Table 3.2. Multiplication modulo 5

 *
11234
22413
33142
44321

You can see that when the modulus is 6, 2 has no inverse. But when the modulus is 5, the inverse of 2 is 3. The rule is that the inverse of an integer a exists iff a and the modulus n are coprime. That is, the only positive integer which divides both a and n is 1. In particular, when n is prime, then every integer except 0 and the multiples of n is coprime to n, so every number except 0 has a corresponding inverse under modulo n. You can verify this rule with table 1 and 2.

Sometimes it is easy to determine whether two integers are coprime. But most of the time it is not easy. For example, are 357 and 63 coprime? You may not be able to answer immediately. Fortunately, we can use the Euclidean algorithm to find out. The Euclidean algorithm describes how to find what is called the greatest common divisor (gcd) of two positive integers. Of course, if the gcd of two integers is 1, they are coprime. Let me show you by an example.

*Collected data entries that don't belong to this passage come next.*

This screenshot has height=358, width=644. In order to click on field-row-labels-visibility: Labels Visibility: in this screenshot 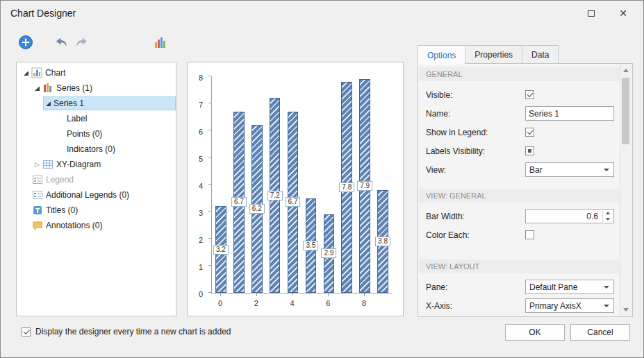, I will do `click(520, 151)`.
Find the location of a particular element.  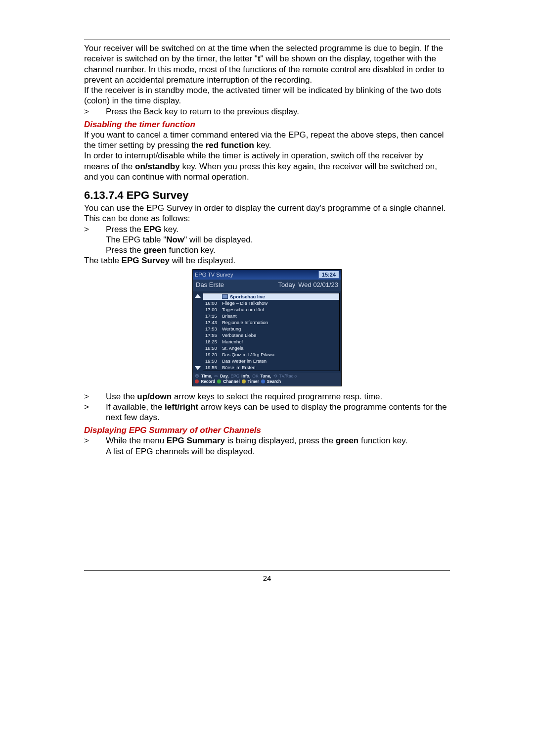

text: The table is located at coordinates (103, 260).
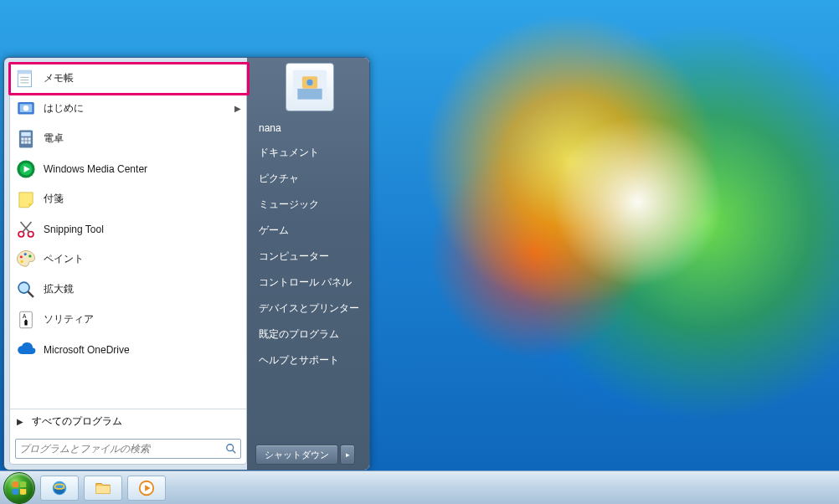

We start with two positive integers 357 and 63. The first step of the Euclidean algorithm is to divide the bigger integer by the smaller one, so we have:

Then divide the divisor in last step by the remainder:

Continue to divide the previous divisors by the remainders, until the remainder is 0:

The divisor in the last step is the gcd of the two input integers. To see why the algorithm works, we follow the division steps backwards. From the last step, we know that 21 divides 42. In the step before, we have 63 = 1*42 +21. Because 21 divides both 42 and 21, it must also divide 63. In the first step, we have 357 = 5*63 +42, again 21 divides both 63 and 42 so it must also divide 357. Since 21 divides both 63 and 357, it is indeed a common divisor of those two integers. Now we need to prove that it is the greatest. The proof is based on a theorem which says:

What we want to show is that 21 =x*357 + y*63 for some x and y. If this is true, then 21 must be the gcd (why? Figuring this out is left to you as an exercise). Now let's start:

So the Euclidean algorithm indeed outputs the gcd. If the gcd is 1, we can conclude a and b are coprime.

Knowing that an integer a and a modulus n are coprime is not enough. How can we find the multiplicative inverse of a? Well, since the gcd of a and n is 1, we know we can find a pair (x,y) such that 1 = x*a+y*n. Then x*a = -y*n+1. That means x*a ≡ 1 mod n, in other words, x is the multiplicative inverse of a under modulo n. This can be done by running an extended version of Euclidean algorithm which tracks x when computing the gcd. In the extended Euclidean algorithm, we first initialise x1 =0 and x2 =1, then in the following steps, compute xi = xi-2 -xi-1qi-2 where qi-2 is the quotient computed in step i-2. When the remainder becomes 0, continue the calculation of x for one more round. The final x is the inverse. Here is an example that shows how to find the inverse of 15 when the modulus is 26:

To verify, 15*7 = 105 = 4*26+1, so 15*7 ≡ 1 mod 26, which means 7 is the multiplicative inverse of 15 under modulo 26.